Mice lacking both the prostacyclin and the thromboxane receptors continue to suffer from high blood pressure, but do not develop the other cardiac complications, they found. The results reveal the adverse cardiovascular consequences of thromboxane when left unconstrained by prostacyclin, the team reported. Furthermore, the findings point to the imbalance of blood vessel agents as the culprit behind the most serious cardiac complications in the animals.
The mice represent an extreme example of what might happen in patients taking cox-2 inhibitors, Coffman said. While prostacyclin activity can be substantially reduced in patients taking the painkillers, the animals lacked this important blood component altogether, he explained.
"Our data suggests that therapies that block unrestrained thromboxane actions for example, low doses of aspirin -- might protect against end-organ damage without affecting blood pressure in patients taking cox-2 inhibitors," Coffman said. "However, the practical utility of such an approach would depend on whether such a therapy would retain the gastrointestinal protection afforded by cox-2 inhibitors alone."
The researchers will next explore the effects of cox-2 inhibitors themselves in the salt-sensitive mice.

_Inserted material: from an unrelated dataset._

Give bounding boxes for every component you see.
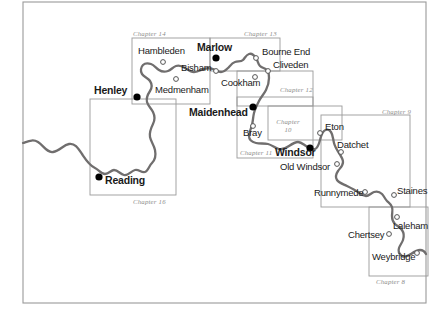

Further study of the animals might also reveal the genetic factors that underlie the predisposition of particular individuals to develop high blood pressure and cardiac complications during therapy with cox-2 inhibitors.
Collaborators on the study include Helene Francois, Krairerk Athirakul, David Howell, Rajesh Dash, Lan Mao and Howard Rockman, of Duke; Hyung-Suk Kim and Beverly Koller of University of North Carolina, Chapel Hill; and Garret Fitzgerald of University of Pennsylvania.